[Openib-windows] IPoIB GUID to MAC conversion

Fab Tillier ftillier at silverstorm.com
Wed May 25 13:24:08 PDT 2005


> From: Dror Goldenberg [mailto:gdror at mellanox.co.il]
> Sent: Wednesday, May 25, 2005 12:32 PM
> 
> > From: Fab Tillier [mailto:ftillier at silverstorm.com]
> > Sent: Wednesday, May 25, 2005 9:00 PM
> >
> > Currently, the driver has knowledge of how to convert
> > InfiniCon/SilverStorm port GUIDs into valid, globally unique
> > Ethernet MAC addresses.  Is this the case for any of the
> > other IB vendors?  If so, what is the algorithm?
> 
> Linux 2.4 had the exact same problem. You can take a look
> at the gen1 code to see what of solutions people had. One
> example: gen1/trunk/src/linux-kernel/infiniband/ulp/ipoib/ipoib_arp.c
> is some hashing on the {GID,QPN} into 48 bits. I don't believe it has any
> assumption on how GUID is constructed / allocated by the
> vendor.

Right - it just does a hash (option 1 in your list).

> >
> > I'd like to hear suggestions for how to handle all vendors
> > with this driver, as well as how to properly handle GIDs
> > where the lower 64-bits aren't the port GUID.
> 
> Can be one of:
> 1) generic hash on GID - all nodes will show the same MAC
>       entries on ARP. You're stuck if you have hash collision

To add to the collision woes, we probably also want to report valid MAC
addresses (globally unique or locally administered - as controlled by the
corresponding bit in the 48-bit MAC).  If we hash, then the MAC is locally
unique, and must have the second to last bit of the first byte set.  It
should also not have the least significant bit of the first byte set to
indicate that it isn't a multicast MAC address.  That is, the lower two bits
of the first byte need to be binary 10.  I don't know what the Windows
networking code does with the MAC addresses, and don't know if it's safe to
just return full 48-bit hashed values.  I'd prefer to hash to 46 bits.

> 
> 2) create locally faked MAC in each node - not all nodes will
>       show the same MAC (arp -a). You can solve it by writing
>       a new utility, e.g. ipoib_arp, which will dump the full 20B
>       MAC addresses by using some private interface with the NDIS
>       miniport

This is similar to the hash as far as reserving bits and what not.  It
trades collision for inconsistency.  I think collision is probably better
than inconsistency.

> 
> 3) assume some GUID assignment algorithm - can be problematic
>       looking into the future. Might not fit all cards, all vendors, etc.
>       I'm not sure that all the vendors can commit on how they
>       assign GUIDs today, because they may want the ability
>       to change the GUID assignment method without rewriting
>       the miniport.

I don't think this should be the only option - if a vendor has an algorithm,
it should be used since it generates a valid MAC address.  This option would
be used in conjunction with one of the others.

> 
> 4) Use the 48 bits to contain the path information. A non IB routable
>      approach will use the bits as follows: 16 LID, 4 SL, 24 QPN,
>      2 static rate (might be not enough to hold all static rate options)
>      2 reserved (local/global, unicast/mcast) - total 48 bits.

This is interesting, as it would allow creating static ARP entries.  Does it
break the ability of IPoIB routers to route traffic from IB to Ethernet?  I
personally don't give a hoot about IB global routing.  I think it's a dumb
feature and adds needless complexity to the architecture.

> >
> > One thing that needs to happen is for local instances of the
> > driver to have the same MAC address across disable/enable
> > device state transitions.
> 
> Can you better explain ? MAC address is {GID,QPN}. If you disable/enable
> the HCA you might end up getting a new QPN which implies that your MAC
> address has changed. This is how IPoIB supposed to work.
> If you want to preserve the MAC, you'd need to maintain the same QP which
> is something beyond the standard IB verbs. By tweaking the driver , you
> can reserve some QP numbers for IPoIB. But is it really required ?

I meant the Ethernet MAC address reported to the OS.  Method 2 can and
method 4 will generate different MAC addresses when an instance is
re-enabled.  On the wire, any packets (like ARP) that include the MAC
include the 20-byte IPoIB MAC, not the generated 6-byte Ethernet MAC.
Perhaps the network stack doesn't care about a MAC address changing every
time the device is enabled.  I don't know.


*WORK INSTRUCTIONS*.
Every line containing the string "State" should be returned from the records.

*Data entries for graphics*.
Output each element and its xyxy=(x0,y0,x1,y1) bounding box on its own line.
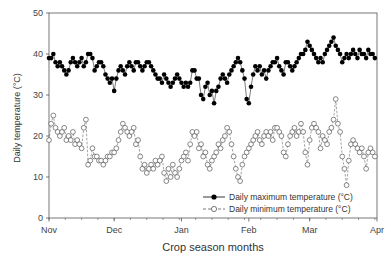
data-point xyxy=(186,85,191,90)
data-point xyxy=(49,121,54,126)
data-point xyxy=(142,64,147,69)
data-point xyxy=(175,175,180,180)
data-point xyxy=(331,117,336,122)
data-point xyxy=(88,158,93,163)
data-point xyxy=(244,97,249,102)
data-point xyxy=(129,64,134,69)
data-point xyxy=(325,48,330,53)
data-point xyxy=(349,52,354,57)
y-tick-label: 0 xyxy=(38,213,43,223)
data-point xyxy=(88,52,93,57)
data-point xyxy=(49,56,54,61)
data-point xyxy=(218,76,223,81)
data-point xyxy=(131,68,136,73)
data-point xyxy=(270,138,275,143)
data-point xyxy=(316,130,321,135)
data-point xyxy=(138,154,143,159)
x-tick-label: Nov xyxy=(41,225,58,235)
data-point xyxy=(242,76,247,81)
data-point xyxy=(236,56,241,61)
data-point xyxy=(99,60,104,65)
data-point xyxy=(66,68,71,73)
data-point xyxy=(138,64,143,69)
data-point xyxy=(68,138,73,143)
data-point xyxy=(53,60,58,65)
data-point xyxy=(84,117,89,122)
data-point xyxy=(62,125,67,130)
legend-min-marker-icon xyxy=(211,206,216,211)
data-point xyxy=(279,134,284,139)
data-point xyxy=(318,56,323,61)
data-point xyxy=(94,64,99,69)
data-point xyxy=(164,179,169,184)
data-point xyxy=(136,60,141,65)
x-tick-label: Jan xyxy=(174,225,189,235)
y-tick-label: 30 xyxy=(33,90,43,100)
data-point xyxy=(362,154,367,159)
data-point xyxy=(320,60,325,65)
data-point xyxy=(168,85,173,90)
data-point xyxy=(207,166,212,171)
data-point xyxy=(203,85,208,90)
data-point xyxy=(225,80,230,85)
data-point xyxy=(238,179,243,184)
data-point xyxy=(58,60,63,65)
data-point xyxy=(175,72,180,77)
legend-max-label: Daily maximum temperature (°C) xyxy=(229,192,353,202)
x-tick-label: Mar xyxy=(302,225,318,235)
data-point xyxy=(114,146,119,151)
data-point xyxy=(203,150,208,155)
data-point xyxy=(118,130,123,135)
data-point xyxy=(162,171,167,176)
data-point xyxy=(153,72,158,77)
legend: Daily maximum temperature (°C) Daily min… xyxy=(203,192,353,214)
plot-frame xyxy=(49,13,377,218)
data-point xyxy=(303,48,308,53)
data-point xyxy=(110,76,115,81)
data-point xyxy=(197,76,202,81)
data-point xyxy=(105,76,110,81)
data-point xyxy=(316,60,321,65)
data-point xyxy=(142,162,147,167)
y-tick-label: 40 xyxy=(33,49,43,59)
data-point xyxy=(303,150,308,155)
data-point xyxy=(166,166,171,171)
temperature-chart: 01020304050 NovDecJanFebMarApr Crop seas… xyxy=(0,0,391,265)
data-point xyxy=(123,72,128,77)
data-point xyxy=(60,64,65,69)
data-point xyxy=(136,138,141,143)
x-axis-ticks: NovDecJanFebMarApr xyxy=(41,218,384,235)
y-axis-ticks: 01020304050 xyxy=(33,8,49,223)
data-point xyxy=(214,89,219,94)
data-point xyxy=(362,52,367,57)
data-point xyxy=(314,56,319,61)
data-point xyxy=(186,158,191,163)
data-point xyxy=(305,162,310,167)
data-point xyxy=(353,52,358,57)
data-point xyxy=(227,130,232,135)
data-point xyxy=(62,68,67,73)
data-point xyxy=(160,154,165,159)
y-tick-label: 20 xyxy=(33,131,43,141)
data-point xyxy=(364,56,369,61)
data-point xyxy=(323,52,328,57)
data-point xyxy=(325,142,330,147)
data-point xyxy=(177,166,182,171)
data-point xyxy=(149,64,154,69)
data-point xyxy=(160,80,165,85)
data-point xyxy=(199,93,204,98)
data-point xyxy=(301,130,306,135)
data-point xyxy=(342,56,347,61)
data-point xyxy=(227,72,232,77)
data-point xyxy=(81,64,86,69)
data-point xyxy=(77,60,82,65)
data-point xyxy=(166,80,171,85)
data-point xyxy=(216,85,221,90)
data-point xyxy=(184,80,189,85)
data-point xyxy=(286,142,291,147)
data-point xyxy=(231,64,236,69)
data-point xyxy=(188,142,193,147)
x-tick-label: Apr xyxy=(370,225,384,235)
y-tick-label: 10 xyxy=(33,172,43,182)
data-point xyxy=(112,89,117,94)
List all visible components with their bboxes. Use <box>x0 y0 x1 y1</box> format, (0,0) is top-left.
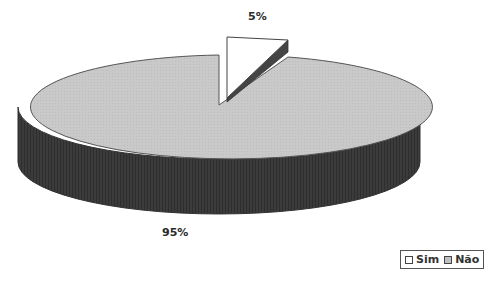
data-label-nao: 95% <box>162 226 188 239</box>
legend-swatch-nao <box>444 256 452 264</box>
legend-item-sim: Sim <box>405 253 439 266</box>
legend-item-nao: Não <box>444 253 479 266</box>
legend-label-sim: Sim <box>416 253 439 266</box>
pie-chart <box>0 0 496 291</box>
legend-label-nao: Não <box>455 253 479 266</box>
chart-legend: Sim Não <box>400 250 484 269</box>
legend-swatch-sim <box>405 256 413 264</box>
data-label-sim: 5% <box>248 10 267 23</box>
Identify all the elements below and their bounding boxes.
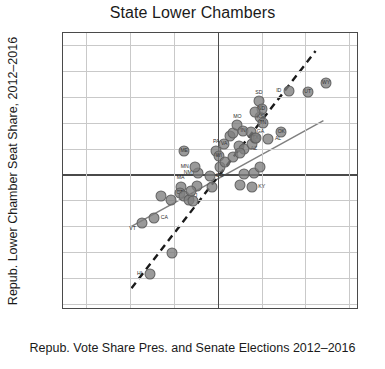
y-tick-label: .4 [62, 193, 63, 207]
x-tick-label: .4 [168, 308, 178, 309]
x-tick-label: .3 [125, 308, 135, 309]
x-tick-mark [349, 308, 350, 309]
scatter-point-mn [189, 162, 200, 173]
scatter-point-tn [257, 117, 268, 128]
gridline-horizontal [63, 97, 357, 98]
scatter-point-nc [235, 148, 246, 159]
gridline-horizontal [63, 278, 357, 279]
scatter-point-wy [321, 78, 332, 89]
gridline-vertical [86, 33, 87, 308]
y-tick-label: .6 [62, 142, 63, 156]
scatter-point-ky [246, 181, 257, 192]
y-tick-label: .9 [62, 64, 63, 78]
gridline-horizontal [63, 226, 357, 227]
x-axis-label: Repub. Vote Share Pres. and Senate Elect… [0, 341, 385, 355]
x-tick-label: .8 [344, 308, 354, 309]
x-tick-label: .7 [300, 308, 310, 309]
x-tick-mark [261, 308, 262, 309]
scatter-point-id [283, 85, 294, 96]
scatter-point-or [186, 186, 197, 197]
scatter-point-ok [276, 126, 287, 137]
x-tick-mark [85, 308, 86, 309]
scatter-point-ms [235, 179, 246, 190]
x-tick-mark [129, 308, 130, 309]
y-axis-label: Repub. Lower Chamber Seat Share, 2012–20… [4, 32, 22, 309]
gridline-vertical [174, 33, 175, 308]
scatter-point-vt [136, 217, 147, 228]
gridline-vertical [130, 33, 131, 308]
gridline-horizontal [63, 304, 357, 305]
scatter-point-me [179, 145, 190, 156]
x-tick-label: .2 [81, 308, 91, 309]
scatter-point-ut [302, 86, 313, 97]
y-tick-label: .8 [62, 90, 63, 104]
gridline-vertical [305, 33, 306, 308]
y-tick-label: .7 [62, 116, 63, 130]
scatter-point-wv [254, 161, 265, 172]
y-tick-label: .2 [62, 245, 63, 259]
scatter-point-ri [166, 247, 177, 258]
scatter-point-ne [249, 106, 260, 117]
y-tick-label: .5 [62, 167, 63, 181]
scatter-point-ny [166, 195, 177, 206]
y-tick-label: .3 [62, 219, 63, 233]
scatter-point-ak [251, 133, 262, 144]
gridline-horizontal [63, 252, 357, 253]
x-tick-label: .6 [256, 308, 266, 309]
y-axis-label-text: Repub. Lower Chamber Seat Share, 2012–20… [6, 36, 20, 304]
plot-area: 0.1.2.3.4.5.6.7.8.91.2.3.4.5.6.7.8HIVTCA… [62, 32, 358, 309]
scatter-point-co [204, 170, 215, 181]
y-tick-label: 0 [62, 297, 63, 309]
chart-root: State Lower Chambers Repub. Lower Chambe… [0, 0, 385, 369]
x-tick-mark [305, 308, 306, 309]
chart-title: State Lower Chambers [0, 4, 385, 22]
scatter-point-nv [206, 181, 217, 192]
y-tick-label: 1 [62, 38, 63, 52]
x-tick-label: .5 [212, 308, 222, 309]
gridline-horizontal [63, 123, 357, 124]
scatter-point-ca [149, 213, 160, 224]
x-tick-mark [217, 308, 218, 309]
scatter-point-de [187, 195, 198, 206]
gridline-horizontal [63, 200, 357, 201]
scatter-point-hi [144, 268, 155, 279]
gridline-horizontal [63, 71, 357, 72]
gridline-vertical [349, 33, 350, 308]
y-tick-label: .1 [62, 271, 63, 285]
scatter-point-al [263, 133, 274, 144]
x-tick-mark [173, 308, 174, 309]
gridline-horizontal [63, 45, 357, 46]
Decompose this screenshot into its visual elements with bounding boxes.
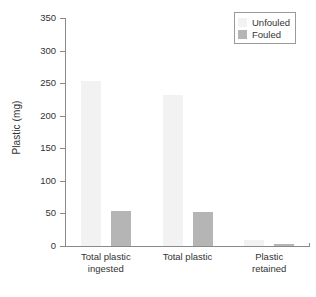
y-tick: 350 <box>60 18 65 19</box>
y-axis-label: Plastic (mg) <box>11 73 22 183</box>
legend-item-unfouled: Unfouled <box>238 16 290 28</box>
bar-fouled-0 <box>111 211 131 246</box>
y-tick-label: 50 <box>45 207 56 218</box>
plot-area: 050100150200250300350 Total plastic inge… <box>65 18 310 246</box>
category-label-2: Plastic retained <box>228 251 310 274</box>
legend-swatch-unfouled <box>238 18 247 27</box>
y-tick: 200 <box>60 116 65 117</box>
y-tick: 0 <box>60 246 65 247</box>
y-tick: 100 <box>60 181 65 182</box>
y-axis-line <box>65 18 66 246</box>
y-tick: 250 <box>60 83 65 84</box>
bar-unfouled-2 <box>244 240 264 247</box>
y-tick-label: 0 <box>51 240 56 251</box>
y-tick-label: 350 <box>40 12 56 23</box>
category-label-1: Total plastic <box>147 251 229 263</box>
bar-chart-figure: Plastic (mg) 050100150200250300350 Total… <box>0 0 316 297</box>
bar-fouled-2 <box>274 244 294 246</box>
legend-swatch-fouled <box>238 30 247 39</box>
x-axis-line <box>65 246 310 247</box>
legend-label-unfouled: Unfouled <box>252 17 290 28</box>
legend-item-fouled: Fouled <box>238 28 290 40</box>
chart-legend: UnfouledFouled <box>234 12 296 44</box>
y-tick: 300 <box>60 51 65 52</box>
y-tick-label: 100 <box>40 175 56 186</box>
y-tick: 50 <box>60 213 65 214</box>
bar-unfouled-1 <box>163 95 183 246</box>
x-axis-left-cap <box>65 243 66 247</box>
y-tick-label: 150 <box>40 142 56 153</box>
category-label-0: Total plastic ingested <box>65 251 147 274</box>
x-axis-right-cap <box>309 243 310 247</box>
bar-fouled-1 <box>193 212 213 246</box>
y-tick-label: 200 <box>40 110 56 121</box>
legend-label-fouled: Fouled <box>252 29 281 40</box>
bar-unfouled-0 <box>81 81 101 246</box>
y-tick-label: 300 <box>40 45 56 56</box>
y-tick: 150 <box>60 148 65 149</box>
y-tick-label: 250 <box>40 77 56 88</box>
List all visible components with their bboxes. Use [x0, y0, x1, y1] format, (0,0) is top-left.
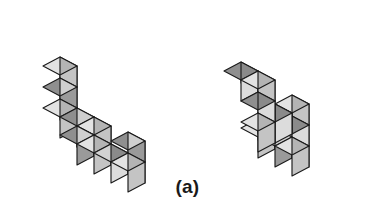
right-object-group: [224, 62, 309, 176]
figure-container: (a): [0, 0, 375, 212]
figure-caption: (a): [0, 176, 375, 198]
left-object-group: [43, 57, 145, 192]
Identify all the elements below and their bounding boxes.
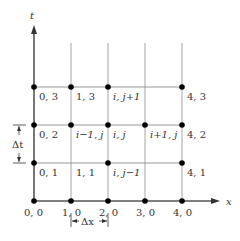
label-2-0: 2, 0 <box>99 207 118 218</box>
node-1-0 <box>68 198 74 204</box>
node-0-0 <box>31 198 37 204</box>
node-2-0 <box>105 198 111 204</box>
label-1-0: 1, 0 <box>62 207 81 218</box>
dx-arrow-left-icon <box>72 219 77 223</box>
label-iminus1-j: i−1, j <box>76 129 103 140</box>
x-axis-label: x <box>226 196 232 207</box>
label-1-3: 1, 3 <box>76 91 95 102</box>
t-axis-arrow-icon <box>31 25 37 34</box>
node-4-2 <box>179 122 185 128</box>
node-4-3 <box>179 84 185 90</box>
dt-arrow-up-icon <box>17 126 21 131</box>
label-4-3: 4, 3 <box>187 91 206 102</box>
label-0-2: 0, 2 <box>39 129 58 140</box>
fd-grid-diagram: t x 0, 0 1, 0 2, 0 3, 0 4, 0 0, 1 1, 1 i… <box>0 0 240 241</box>
node-labels: 0, 0 1, 0 2, 0 3, 0 4, 0 0, 1 1, 1 i, j−… <box>24 91 206 218</box>
dx-label: Δx <box>81 216 94 227</box>
label-1-1: 1, 1 <box>76 167 95 178</box>
dt-label: Δt <box>12 139 23 150</box>
node-1-3 <box>68 84 74 90</box>
label-4-1: 4, 1 <box>187 167 206 178</box>
label-0-3: 0, 3 <box>39 91 58 102</box>
t-axis-label: t <box>30 10 35 21</box>
label-3-0: 3, 0 <box>136 207 155 218</box>
node-2-2 <box>105 122 111 128</box>
dt-label-text: Δt <box>12 139 23 150</box>
x-axis-arrow-icon <box>211 198 220 204</box>
node-2-1 <box>105 160 111 166</box>
dt-arrow-down-icon <box>17 157 21 162</box>
node-3-2 <box>142 122 148 128</box>
label-i-jminus1: i, j−1 <box>113 167 140 178</box>
label-4-2: 4, 2 <box>187 129 206 140</box>
label-0-0: 0, 0 <box>24 207 43 218</box>
node-2-3 <box>105 84 111 90</box>
label-iplus1-j: i+1, j <box>150 129 177 140</box>
label-i-j: i, j <box>113 129 126 140</box>
dx-arrow-right-icon <box>102 219 107 223</box>
label-0-1: 0, 1 <box>39 167 58 178</box>
node-4-0 <box>179 198 185 204</box>
node-4-1 <box>179 160 185 166</box>
node-3-0 <box>142 198 148 204</box>
node-0-2 <box>31 122 37 128</box>
label-4-0: 4, 0 <box>173 207 192 218</box>
node-0-3 <box>31 84 37 90</box>
label-i-jplus1: i, j+1 <box>113 91 140 102</box>
node-0-1 <box>31 160 37 166</box>
dx-label-text: Δx <box>81 216 94 227</box>
node-1-2 <box>68 122 74 128</box>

*SOLUTION FOR THIS PROBLEM*.
chart-root: State Lower Chambers Repub. Lower Chambe… [0, 0, 385, 369]
chart-title: State Lower Chambers [0, 4, 385, 22]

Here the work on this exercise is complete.